■ Exercise description ■
An identical reprint of the entire listing below is expected.

■ Entries shown ■

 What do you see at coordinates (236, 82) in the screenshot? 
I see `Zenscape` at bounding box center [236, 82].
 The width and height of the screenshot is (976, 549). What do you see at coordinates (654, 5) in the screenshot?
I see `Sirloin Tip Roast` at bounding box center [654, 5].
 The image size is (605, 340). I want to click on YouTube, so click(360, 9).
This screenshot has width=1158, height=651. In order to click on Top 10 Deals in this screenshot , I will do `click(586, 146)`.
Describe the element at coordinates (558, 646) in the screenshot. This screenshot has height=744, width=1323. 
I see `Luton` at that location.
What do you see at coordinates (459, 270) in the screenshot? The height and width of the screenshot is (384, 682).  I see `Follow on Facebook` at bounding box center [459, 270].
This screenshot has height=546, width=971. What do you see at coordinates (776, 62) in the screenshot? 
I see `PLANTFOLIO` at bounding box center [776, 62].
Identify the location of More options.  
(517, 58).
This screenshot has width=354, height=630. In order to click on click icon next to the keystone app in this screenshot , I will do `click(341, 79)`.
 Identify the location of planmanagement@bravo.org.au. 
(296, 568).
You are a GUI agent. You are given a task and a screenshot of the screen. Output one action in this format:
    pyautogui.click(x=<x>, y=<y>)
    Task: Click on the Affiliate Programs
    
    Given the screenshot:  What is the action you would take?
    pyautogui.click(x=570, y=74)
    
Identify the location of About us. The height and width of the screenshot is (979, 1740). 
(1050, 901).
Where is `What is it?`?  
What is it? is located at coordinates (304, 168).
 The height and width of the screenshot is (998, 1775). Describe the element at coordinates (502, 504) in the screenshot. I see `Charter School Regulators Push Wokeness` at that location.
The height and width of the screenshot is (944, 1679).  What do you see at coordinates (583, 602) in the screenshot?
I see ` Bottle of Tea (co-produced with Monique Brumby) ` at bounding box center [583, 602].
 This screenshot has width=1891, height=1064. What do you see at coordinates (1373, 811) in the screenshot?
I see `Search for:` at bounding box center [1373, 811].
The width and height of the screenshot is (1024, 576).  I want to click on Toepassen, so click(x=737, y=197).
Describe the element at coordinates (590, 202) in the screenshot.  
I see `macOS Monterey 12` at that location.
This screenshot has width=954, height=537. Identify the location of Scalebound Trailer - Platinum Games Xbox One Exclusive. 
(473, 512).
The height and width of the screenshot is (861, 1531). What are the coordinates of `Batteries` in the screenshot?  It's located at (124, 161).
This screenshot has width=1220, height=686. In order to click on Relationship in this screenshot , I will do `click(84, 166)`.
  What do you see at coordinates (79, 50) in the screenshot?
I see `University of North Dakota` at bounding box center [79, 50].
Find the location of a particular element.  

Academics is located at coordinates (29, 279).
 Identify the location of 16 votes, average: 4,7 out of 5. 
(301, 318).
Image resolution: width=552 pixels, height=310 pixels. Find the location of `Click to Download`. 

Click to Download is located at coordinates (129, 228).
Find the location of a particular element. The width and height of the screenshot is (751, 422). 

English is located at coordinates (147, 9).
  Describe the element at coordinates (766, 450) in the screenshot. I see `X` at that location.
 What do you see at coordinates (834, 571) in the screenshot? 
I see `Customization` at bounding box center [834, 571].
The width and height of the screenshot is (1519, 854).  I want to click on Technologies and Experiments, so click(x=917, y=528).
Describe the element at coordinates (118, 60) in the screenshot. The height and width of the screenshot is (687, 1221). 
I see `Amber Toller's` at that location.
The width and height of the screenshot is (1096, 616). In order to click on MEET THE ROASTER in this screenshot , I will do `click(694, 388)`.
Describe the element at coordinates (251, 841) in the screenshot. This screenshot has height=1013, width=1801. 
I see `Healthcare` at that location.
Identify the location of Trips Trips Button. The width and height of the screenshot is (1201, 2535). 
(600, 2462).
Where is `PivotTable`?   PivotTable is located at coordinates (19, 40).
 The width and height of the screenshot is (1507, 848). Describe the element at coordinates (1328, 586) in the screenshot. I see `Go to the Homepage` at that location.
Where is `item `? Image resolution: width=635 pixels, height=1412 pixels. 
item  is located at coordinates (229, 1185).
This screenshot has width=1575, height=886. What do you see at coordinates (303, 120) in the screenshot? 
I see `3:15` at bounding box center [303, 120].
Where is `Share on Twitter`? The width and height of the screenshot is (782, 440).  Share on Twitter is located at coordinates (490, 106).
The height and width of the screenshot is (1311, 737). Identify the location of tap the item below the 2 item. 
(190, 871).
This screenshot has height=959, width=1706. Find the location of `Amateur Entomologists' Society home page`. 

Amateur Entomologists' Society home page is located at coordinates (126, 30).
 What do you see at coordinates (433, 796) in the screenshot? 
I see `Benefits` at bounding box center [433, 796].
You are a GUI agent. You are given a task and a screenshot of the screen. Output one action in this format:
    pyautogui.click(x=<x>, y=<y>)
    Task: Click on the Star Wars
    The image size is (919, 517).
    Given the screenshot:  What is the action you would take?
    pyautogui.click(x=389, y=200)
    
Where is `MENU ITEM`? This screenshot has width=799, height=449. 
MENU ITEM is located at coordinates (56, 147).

■ Answer to this problem ■
 What do you see at coordinates (236, 82) in the screenshot? 
I see `Zenscape` at bounding box center [236, 82].
 The width and height of the screenshot is (976, 549). What do you see at coordinates (654, 5) in the screenshot?
I see `Sirloin Tip Roast` at bounding box center [654, 5].
 The image size is (605, 340). I want to click on YouTube, so click(360, 9).
This screenshot has width=1158, height=651. In order to click on Top 10 Deals in this screenshot , I will do `click(586, 146)`.
Describe the element at coordinates (558, 646) in the screenshot. This screenshot has height=744, width=1323. 
I see `Luton` at that location.
What do you see at coordinates (459, 270) in the screenshot? The height and width of the screenshot is (384, 682).  I see `Follow on Facebook` at bounding box center [459, 270].
This screenshot has height=546, width=971. What do you see at coordinates (776, 62) in the screenshot? 
I see `PLANTFOLIO` at bounding box center [776, 62].
Identify the location of More options.  
(517, 58).
This screenshot has width=354, height=630. In order to click on click icon next to the keystone app in this screenshot , I will do `click(341, 79)`.
 Identify the location of planmanagement@bravo.org.au. 
(296, 568).
You are a GUI agent. You are given a task and a screenshot of the screen. Output one action in this format:
    pyautogui.click(x=<x>, y=<y>)
    Task: Click on the Affiliate Programs
    
    Given the screenshot:  What is the action you would take?
    pyautogui.click(x=570, y=74)
    
Identify the location of About us. The height and width of the screenshot is (979, 1740). 
(1050, 901).
Where is `What is it?`?  
What is it? is located at coordinates (304, 168).
 The height and width of the screenshot is (998, 1775). Describe the element at coordinates (502, 504) in the screenshot. I see `Charter School Regulators Push Wokeness` at that location.
The height and width of the screenshot is (944, 1679).  What do you see at coordinates (583, 602) in the screenshot?
I see ` Bottle of Tea (co-produced with Monique Brumby) ` at bounding box center [583, 602].
 This screenshot has width=1891, height=1064. What do you see at coordinates (1373, 811) in the screenshot?
I see `Search for:` at bounding box center [1373, 811].
The width and height of the screenshot is (1024, 576).  I want to click on Toepassen, so click(x=737, y=197).
Describe the element at coordinates (590, 202) in the screenshot.  
I see `macOS Monterey 12` at that location.
This screenshot has width=954, height=537. Identify the location of Scalebound Trailer - Platinum Games Xbox One Exclusive. 
(473, 512).
The height and width of the screenshot is (861, 1531). What are the coordinates of `Batteries` in the screenshot?  It's located at (124, 161).
This screenshot has width=1220, height=686. In order to click on Relationship in this screenshot , I will do `click(84, 166)`.
  What do you see at coordinates (79, 50) in the screenshot?
I see `University of North Dakota` at bounding box center [79, 50].
Find the location of a particular element.  

Academics is located at coordinates (29, 279).
 Identify the location of 16 votes, average: 4,7 out of 5. 
(301, 318).
Image resolution: width=552 pixels, height=310 pixels. Find the location of `Click to Download`. 

Click to Download is located at coordinates (129, 228).
Find the location of a particular element. The width and height of the screenshot is (751, 422). 

English is located at coordinates (147, 9).
  Describe the element at coordinates (766, 450) in the screenshot. I see `X` at that location.
 What do you see at coordinates (834, 571) in the screenshot? 
I see `Customization` at bounding box center [834, 571].
The width and height of the screenshot is (1519, 854).  I want to click on Technologies and Experiments, so click(x=917, y=528).
Describe the element at coordinates (118, 60) in the screenshot. The height and width of the screenshot is (687, 1221). 
I see `Amber Toller's` at that location.
The width and height of the screenshot is (1096, 616). In order to click on MEET THE ROASTER in this screenshot , I will do `click(694, 388)`.
Describe the element at coordinates (251, 841) in the screenshot. This screenshot has height=1013, width=1801. 
I see `Healthcare` at that location.
Identify the location of Trips Trips Button. The width and height of the screenshot is (1201, 2535). 
(600, 2462).
Where is `PivotTable`?   PivotTable is located at coordinates (19, 40).
 The width and height of the screenshot is (1507, 848). Describe the element at coordinates (1328, 586) in the screenshot. I see `Go to the Homepage` at that location.
Where is `item `? Image resolution: width=635 pixels, height=1412 pixels. 
item  is located at coordinates (229, 1185).
This screenshot has width=1575, height=886. What do you see at coordinates (303, 120) in the screenshot? 
I see `3:15` at bounding box center [303, 120].
Where is `Share on Twitter`? The width and height of the screenshot is (782, 440).  Share on Twitter is located at coordinates (490, 106).
The height and width of the screenshot is (1311, 737). Identify the location of tap the item below the 2 item. 
(190, 871).
This screenshot has height=959, width=1706. Find the location of `Amateur Entomologists' Society home page`. 

Amateur Entomologists' Society home page is located at coordinates (126, 30).
 What do you see at coordinates (433, 796) in the screenshot? 
I see `Benefits` at bounding box center [433, 796].
You are a GUI agent. You are given a task and a screenshot of the screen. Output one action in this format:
    pyautogui.click(x=<x>, y=<y>)
    Task: Click on the Star Wars
    The image size is (919, 517).
    Given the screenshot:  What is the action you would take?
    pyautogui.click(x=389, y=200)
    
Where is `MENU ITEM`? This screenshot has width=799, height=449. 
MENU ITEM is located at coordinates (56, 147).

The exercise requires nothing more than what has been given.